The story is written in what I can only describe as first person-multiple. In addition to Anastasia’s often snarky voice, we hear from her athletic Inner Goddess and her guilt-inducing Subconscious. I wanted to think this was a cute and clever device. On occasion, especially at first, the Inner Goddess did make me laugh. By the end, the bad writing gave me such an attitude about the book that I wasn’t willing to cut her any slack for the cheesy device.

The sex is steamy. Women love this book because horse-hung, brilliant, gorgeous, tortured Christian Grey is totally consumed with the desire to make Ana–a virgin when the story opens–climax until she’s unable to walk, talk, or think. He doesn’t make love. He f*cks hard. The fantasy, of course, is that the little wallflower nobody has ever noticed before will mend his tortured heart so he can fall in love with her and live happily ever after, making love instead of f*cking.

Anastasia Steele is every woman. Christian Grey is the handsome prince who rescues her from the overweight, middle-aged, balding man who rolls off of her every other Friday night and goes to sleep. The BDSM angle makes it different from most mainstream romance novels. Based on comments I’ve seen from people who profess to be experts, the BDSM in 50 Shades is wrong, or bad, or somehow not right. I have no idea.

If you’re curious about BDSM, I recommend Exit to Eden by Anne Rice–especially if you saw the horrible movie with Rosie O’Donnell and Dan Akroyd. Like the movie, the book is about an island resort where wealthy people go to indulge their S&M fantasies. Unlike the movie, in the book Rice explores the idea that acting out dominance and aggression through sex games is healthier than the real dominance and aggression that occur out in the world. It’s interesting and highly erotic.

If you like Exit to Eden, look for the Sleeping Beauty Trilogy. It’s also written by Anne Rice, but she uses a pseudonym: A.N. Roquelaure. This retelling of the old fairy tale starts with the handsome prince raping the sleeping princess and then taking her off to the kinkiest kingdom ever conceived. The sex is so hot that it’s hard to read more than a few pages at a time.
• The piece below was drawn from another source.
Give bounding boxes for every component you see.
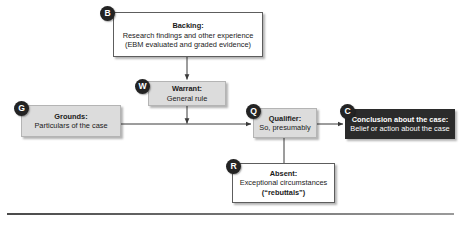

But I digress. I’ve also read that much of 50 Shades was apparently ripped off from Masters of the Universe, Pretty Woman, the Twilight series, and half a dozen others.  Again, I think if the writing were better, people would be a lot more forgiving. But since it’s not, they go after her, just like I’ve done today here on…

My Glass House


4 responses to “Book Review: Fifty Shades of Grey”

  1. It was actually a piece of Twilight fan fiction called “Master of the Universe”, putting Bella and Edward in the positions that would eventually be filled by Anastasia and Christian when E. L. James – under the handle “Snowqueens Icedragon” (Most. Original. Username. Ever. /sarcasm) – pretty much gave the fanfic community possibly one of the biggest middle fingers ever by retracting it, editing out all the Twilight references and publishing it as a commercial ebook. Then asking her fellow fanfic authors to spread the word. Insult to injury being that she makes no mention of the trilogy’s fanfic roots on her website. :

    Thanks for giving me the mental image of a billionaire He-Man with a bondage fetish, though. Right when I ran out of mind bleach and all. >_<

  2. OMG I am so glad I stopped with the Kindle sample. It was bad enough! 😀 Nicely written, Michael…as always!